Testing is done at different levels and in different ways.

  • Screen testing/system testing: Testing an application after deployment
  • Unit testing: Testing a specific method or a class

Unit testing usually involves writing tests for each method of a class. Unit tests can also be written for a group of methods or to test the whole class.

Demonstrated Concepts

JUnit Architecture

JUnit is a popular unit testing framework which automates the testing process so that tests can run continually.

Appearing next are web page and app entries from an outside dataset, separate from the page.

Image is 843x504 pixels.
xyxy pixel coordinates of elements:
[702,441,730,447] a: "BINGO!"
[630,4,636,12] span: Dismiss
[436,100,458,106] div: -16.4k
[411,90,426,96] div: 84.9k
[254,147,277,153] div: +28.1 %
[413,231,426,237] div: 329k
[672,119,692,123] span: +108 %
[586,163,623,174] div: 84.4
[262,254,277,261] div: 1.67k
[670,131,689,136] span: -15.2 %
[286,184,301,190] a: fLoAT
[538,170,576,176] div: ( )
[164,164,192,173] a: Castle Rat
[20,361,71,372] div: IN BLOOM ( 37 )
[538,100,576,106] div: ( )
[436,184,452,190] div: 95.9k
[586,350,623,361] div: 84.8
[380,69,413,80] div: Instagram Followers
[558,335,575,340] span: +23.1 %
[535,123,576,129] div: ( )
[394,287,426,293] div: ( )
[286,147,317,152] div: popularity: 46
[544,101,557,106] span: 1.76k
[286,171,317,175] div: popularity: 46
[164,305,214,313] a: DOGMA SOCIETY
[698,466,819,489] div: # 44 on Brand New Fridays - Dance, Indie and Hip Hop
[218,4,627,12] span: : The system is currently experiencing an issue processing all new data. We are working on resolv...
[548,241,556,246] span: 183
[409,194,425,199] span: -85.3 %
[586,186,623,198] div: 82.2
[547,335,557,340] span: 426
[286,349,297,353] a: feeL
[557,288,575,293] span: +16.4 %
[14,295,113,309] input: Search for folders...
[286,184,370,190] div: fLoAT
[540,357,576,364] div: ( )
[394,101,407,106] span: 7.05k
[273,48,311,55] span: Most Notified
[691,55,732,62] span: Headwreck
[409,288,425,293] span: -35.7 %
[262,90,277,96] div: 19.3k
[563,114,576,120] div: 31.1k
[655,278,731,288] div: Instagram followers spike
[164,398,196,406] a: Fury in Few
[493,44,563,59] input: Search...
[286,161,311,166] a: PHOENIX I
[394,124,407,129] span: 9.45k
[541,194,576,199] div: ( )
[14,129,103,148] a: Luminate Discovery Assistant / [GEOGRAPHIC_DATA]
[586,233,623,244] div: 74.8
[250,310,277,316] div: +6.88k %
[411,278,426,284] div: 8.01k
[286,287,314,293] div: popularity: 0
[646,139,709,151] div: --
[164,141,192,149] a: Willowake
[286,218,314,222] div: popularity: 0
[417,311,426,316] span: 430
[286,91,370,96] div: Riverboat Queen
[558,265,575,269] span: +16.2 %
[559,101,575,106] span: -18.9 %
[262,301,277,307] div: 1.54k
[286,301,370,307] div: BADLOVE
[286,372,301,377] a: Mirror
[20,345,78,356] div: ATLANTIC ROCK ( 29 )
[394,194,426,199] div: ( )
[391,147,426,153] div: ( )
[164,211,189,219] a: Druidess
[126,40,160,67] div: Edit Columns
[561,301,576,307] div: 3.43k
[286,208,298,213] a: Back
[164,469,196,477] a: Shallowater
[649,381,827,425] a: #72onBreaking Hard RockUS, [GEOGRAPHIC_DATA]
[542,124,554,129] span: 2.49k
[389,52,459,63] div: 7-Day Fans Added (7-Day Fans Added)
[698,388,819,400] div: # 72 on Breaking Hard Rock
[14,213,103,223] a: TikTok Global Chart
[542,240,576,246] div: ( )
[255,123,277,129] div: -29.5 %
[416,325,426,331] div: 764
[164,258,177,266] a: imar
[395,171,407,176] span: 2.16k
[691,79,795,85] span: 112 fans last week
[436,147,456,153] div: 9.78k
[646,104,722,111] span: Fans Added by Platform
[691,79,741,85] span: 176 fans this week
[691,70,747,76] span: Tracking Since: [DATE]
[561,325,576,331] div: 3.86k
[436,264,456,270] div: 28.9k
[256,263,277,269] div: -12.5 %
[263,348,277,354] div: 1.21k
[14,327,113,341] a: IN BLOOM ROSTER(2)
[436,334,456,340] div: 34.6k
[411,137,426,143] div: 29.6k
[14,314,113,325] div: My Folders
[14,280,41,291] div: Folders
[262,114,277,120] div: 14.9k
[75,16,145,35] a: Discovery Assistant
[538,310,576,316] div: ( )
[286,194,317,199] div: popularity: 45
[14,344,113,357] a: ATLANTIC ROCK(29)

If there is a change in the code such that the functionality changes, automated testing will catch it.

JUnit tests compare the actual output to the expected output to check if the code is working correctly and notify the developer if it is not.

JUnit 5 changed the monolithic architecture of JUnit 4 to have separate jar files for the JUnit platform (test engine), Jupiter (JUnit 5 tests), Vintage (JUnit4 tests), and 3rd party extensions while also adding support for new testing patterns. Most IDE’s have built-in support for JUnit 5.

JUnit tests are automated meaning that the test can be kept running any number of times. The tests can be run every hour or every time there is a change in the code. The developer is notified whenever a test fails. These tests can be run under continuous integration.

JUnit dependency

To enable JUnit, we need the JUnit engine and the Jupiter API to create tests. When creating a Spring Boot project, JUnit is already included as a dependency. For other cases, the JUnit dependency can be added as follows:

<dependency>
    <groupId>org.junit.jupiter</groupId>
    <artifactId>junit-jupiter-engine</artifactId>
    <scope>test</scope>
</dependency>

<scope> specifies where we want the jars to be active. test scope means that this dependency will not be included in the final build.